Foot ferry sails with high hopes; Kingston success could spill over to Port Townsend {**Gallery, video**]

ABOARD THE SPIRIT OF KINGSTON — It was fair winds and smooth sailing as the Port of Kingston’s passenger ferry glided across Puget Sound with its first passengers to Seattle Monday morning as an auburn sunrise accented the Emerald City’s skyline.

The Port of Kingston’s inaugural water-commuter catamaran run, dubbed SoundRunner, drew mostly North Kitsap County commuters trying it out for the first time.

But Sequim home-school teacher and mom Elizabeth Yeater took advantage of the port’s introductory offer: Free is a very good price.

Yeater chaperoned her four children and four from the McKay family, also of Sequim, on a field trip to the Seattle Aquarium.

“It’s fantastic,” Yeater said.

“It’s a great option for me. To spend the day and not have to park is nice.”

Instead of driving the children in a van from Sequim to Seattle, fighting traffic and hunting for parking downtown, she parked at the port of Kingston lot near the ferry landing and hopped the boat.

The Seattle Aquarium, Pike Place Market and the Seahawks’ and Mariners’ stadiums are less than a mile away from the Pier 50 landing that the Spirit of Kingston now shares with King County’s Seattle-Vashon Island and West Seattle passenger ferries.

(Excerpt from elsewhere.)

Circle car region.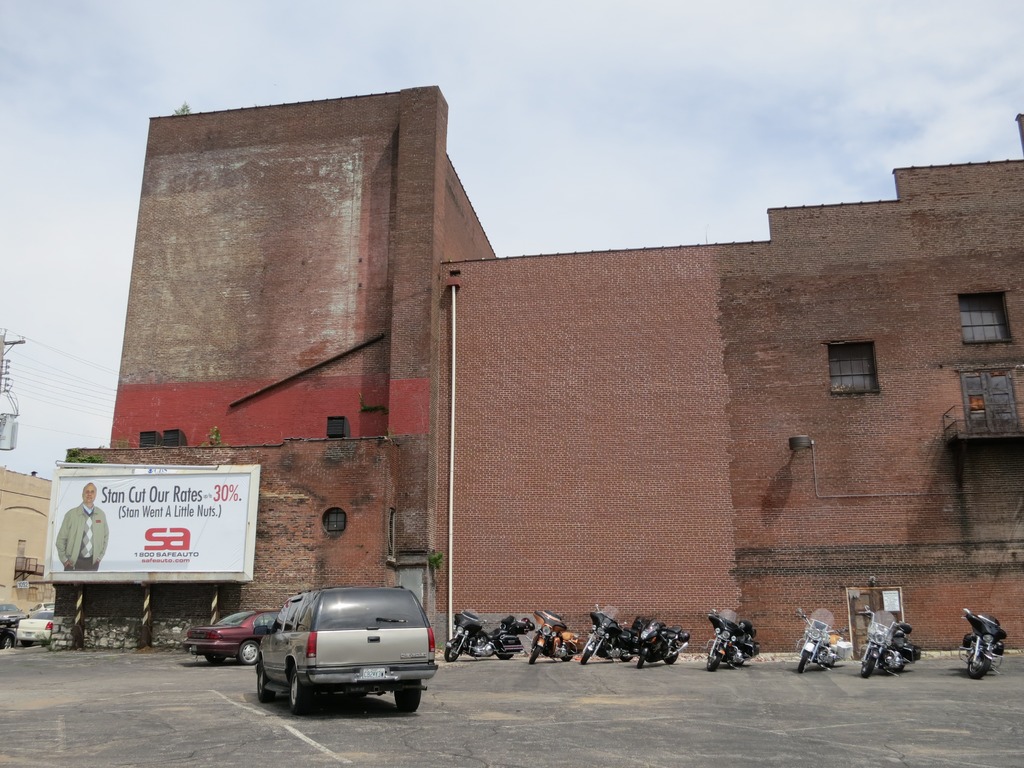
Region: locate(1, 602, 25, 620).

The landing is just south of the Bainbridge and Bremerton car-ferry terminal at Colman Dock.

While the vessel was not running at about half of its 150-passenger capacity to Seattle, and free wireless Internet service and TVs were not yet installed, port of Kingston officials voiced satisfaction that the vessel was running and docking on schedule before dawn.

“This is the ideal service for what we are looking for,” said the port’s ferry program manager, Eric Osnes, who was riding the Spirit with the rest of the three-person crew along with Kingston Chamber of Commerce volunteers serving newspapers, water, coffee, juice and pastries in the galley.

Longtime passenger and car-ferry advocate Tim Caldwell, a Port Ludlow resident who chairs that Jefferson County’s ferry advisory committee for Washington State Ferries, was all smiles while the vessel cruised at 24 knots, burning about 80 gallons of fuel an hour compared with the former private, unsuccessful Kingston-Seattle Aqua Express passenger ferry that burned 280 gallons.

“When are you going to run to Port Townsend?” Caldwell boldly but playfully asked Port of Kingston Commissioners Chairman Pete DeBoer, who was hosting passengers on the way to Seattle.

“That’s a weekend deal,” DeBoer shot back at Caldwell.

“Give us 140 passengers and we’ll be up there.”

Caldwell said he was confident that could easily be achieved on a weekend run between Port Townsend and Seattle.

The former Port Townsend Chamber of Commerce manager cited the chamber’s sell-out demonstration cruises to Seattle from the Key City in 2005 using the Aqua Express.

Caldwell said he is closely watching what the Port of Port Townsend commissioners could do to create a Port Townsend-to-Seattle weekend run.

The Port of Port Townsend is seeking federal and state funds to finance an upstart ferry service to Seattle, building a new small boat at the port’s boat yard and launching service for about $2 million.

The Port of Kingston’s service has cost considerably more, but bought the Spirit of Kingston for $2.5 million and the Victoria Express — which formerly was based in Port Angeles — as a backup boat for $650,000.

The Spirit of Kingston is a 65-foot catamaran built in 2005 at All American Marine in Bellingham, and cruises on a hydrofoil between its dual hulls, lifting it to improve fuel efficiency and ride on the water.

The Victoria Express is a 93-foot single-hull vessel built in 1981 by Neuville Boat Works in New Iberia, La.

It has a capacity of up to 150 passengers and crew, with a cruising speed of 18 knots and a maximum speed of nearly 25 knots.

“We’re hearing we’ll have about 100 people riding now and about 140 by the end of the year,” DeBoer said.

“To pay for itself we need a full boat.”

Of the 75 that boarded the Spirit for the first run, 58 got off in Seattle and the rest returned to Kingston.

Fares are $15 round trip for adults and $10 one way. Adults 65 and older and the disabled ride for $7.50 round trip and $5 one way.

Youths and students ages 6-18 ride for $10 round trip and $7.50 one way. Children 5 and younger ride free.

The trip to Seattle is about 45 minutes.

Once the service is full-tilt under way, food and drinks — including beer and wine — will be served to passengers.